Currently we have an ExactSize trait for an Iterator to claim that its size_hint is precise. Unfortunately, all code is forced to assume that ExactSize is exactly that: an unsubstantiated claim. The most we use it for is to allow certain iterator adaptors to implement DoubleEndedIterator iff they wrap an ExactSize iterator. Nice, but meh.
There is however a very real need for a way to unsafely assert that your iterator has a truly exact size. When we deprecated several Vec constructors in favour of iterators + collect, we introduced what I measured to be a 33% perf regression (3 vs 4 units of time when constructing a Vec of 100, 000 elements), because the Vec::from_iter code has to count and constantly branch on the number of elements inserted in case more than the iterator claimed to have is inserted (this is implemented by just calling push
over and over). If we trusted the iterator, we could instead just unconditionally offset the write-head and set the length at the end.
Here are some candidate solutions to the problem:
Make ExactSize an unsafe
trait
I honestly don’t think there’s any iterator that seriously “isn’t sure” about its precision, and you’ll get busted DoubleEnded impls if you’re wrong anyway. This seems relatively harmless to just do. This design has the benefit of having no redundant notion of exactness. Unfortunately we have basically no facilities for specialization, so implementing ExactSize would still be useless today. No reasonable code would only accept ExactSize iterators just for a performance optimization.
However assuming that we do get some specialization facilities, this would basically be flipping the bird to trait objects, because e.g. a Box<Iterator>
would have its ExactSize-ness erased.
This would also be a breaking change for the current ExactSize trait, which I believe has been stabilized.
Add TrustedExactSize on top of ExactSize
All the same strengths and weakness of the previous design, but with two changes:
- it’s back-compat to add whenever (yay!)
- it further complicates the iterator trait story, while adding basically duplicate notions of ExactSize (boo!)
Add a default-impl’d fn to Iterator
e.g. unsafe exact_size(&self) -> bool { false }
For 99.9% of iterators, this will produce a statically known value, and therefore incur no runtime cost to branch on assuming sufficient optimization (Rust’s favourite kind of optimization).
Over trait-based designs, this design has the following advantages:
- This design is compatible with Trait objects, it just requires an actual runtime branch to occur at the start of the procedure; a fairly trivial cost for
collect
, especially when performing dynamic dispatch on the iterator already. - This design can be used right now, and would be highly ergonomic to use:
if iter.exact_size() { fast } else { slow }
However it has the following drawbacks:
- This leaves us with a duplicate ExactSize trait, as it is still useful for DoubleEnded impls
- The
unsafe
is “wrong” because it should be considered safe to use but not to override. We lack the tooling to express “unsafe overrides”.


(Task brief):
Print the data that follows word for word, leaving out any picture.

━━━━━━━━━━

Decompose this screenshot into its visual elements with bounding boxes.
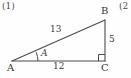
vertex-label-a: A [7,63,14,73]
angle-arc-marker-icon [36,52,38,61]
side-length-label-bc: 5 [109,35,115,44]
side-length-label-ac: 12 [53,62,64,71]
problem-number-right: (2 [119,2,128,11]
side-length-label-ab: 13 [50,25,61,34]
angle-label-a: A [41,49,48,58]
vertex-label-c: C [101,63,109,73]
right-angle-marker-icon [99,55,106,62]
geometry-figure: (1) (2 A B C 13 5 12 A [0,0,131,78]
vertex-label-b: B [101,6,108,16]
problem-number-left: (1) [2,2,15,11]
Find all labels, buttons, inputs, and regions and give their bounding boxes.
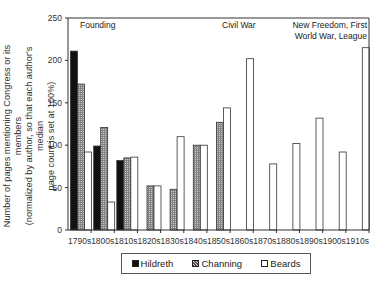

━━━━━━━━━━

(Solved problem):
Decompose this screenshot into its visual elements with bounding boxes.
vertex-label-a: A [7,63,14,73]
angle-arc-marker-icon [36,52,38,61]
side-length-label-bc: 5 [109,35,115,44]
side-length-label-ac: 12 [53,62,64,71]
problem-number-right: (2 [119,2,128,11]
side-length-label-ab: 13 [50,25,61,34]
angle-label-a: A [41,49,48,58]
vertex-label-c: C [101,63,109,73]
right-angle-marker-icon [99,55,106,62]
geometry-figure: (1) (2 A B C 13 5 12 A [0,0,131,78]
vertex-label-b: B [101,6,108,16]
problem-number-left: (1) [2,2,15,11]
Find all labels, buttons, inputs, and regions and give their bounding boxes.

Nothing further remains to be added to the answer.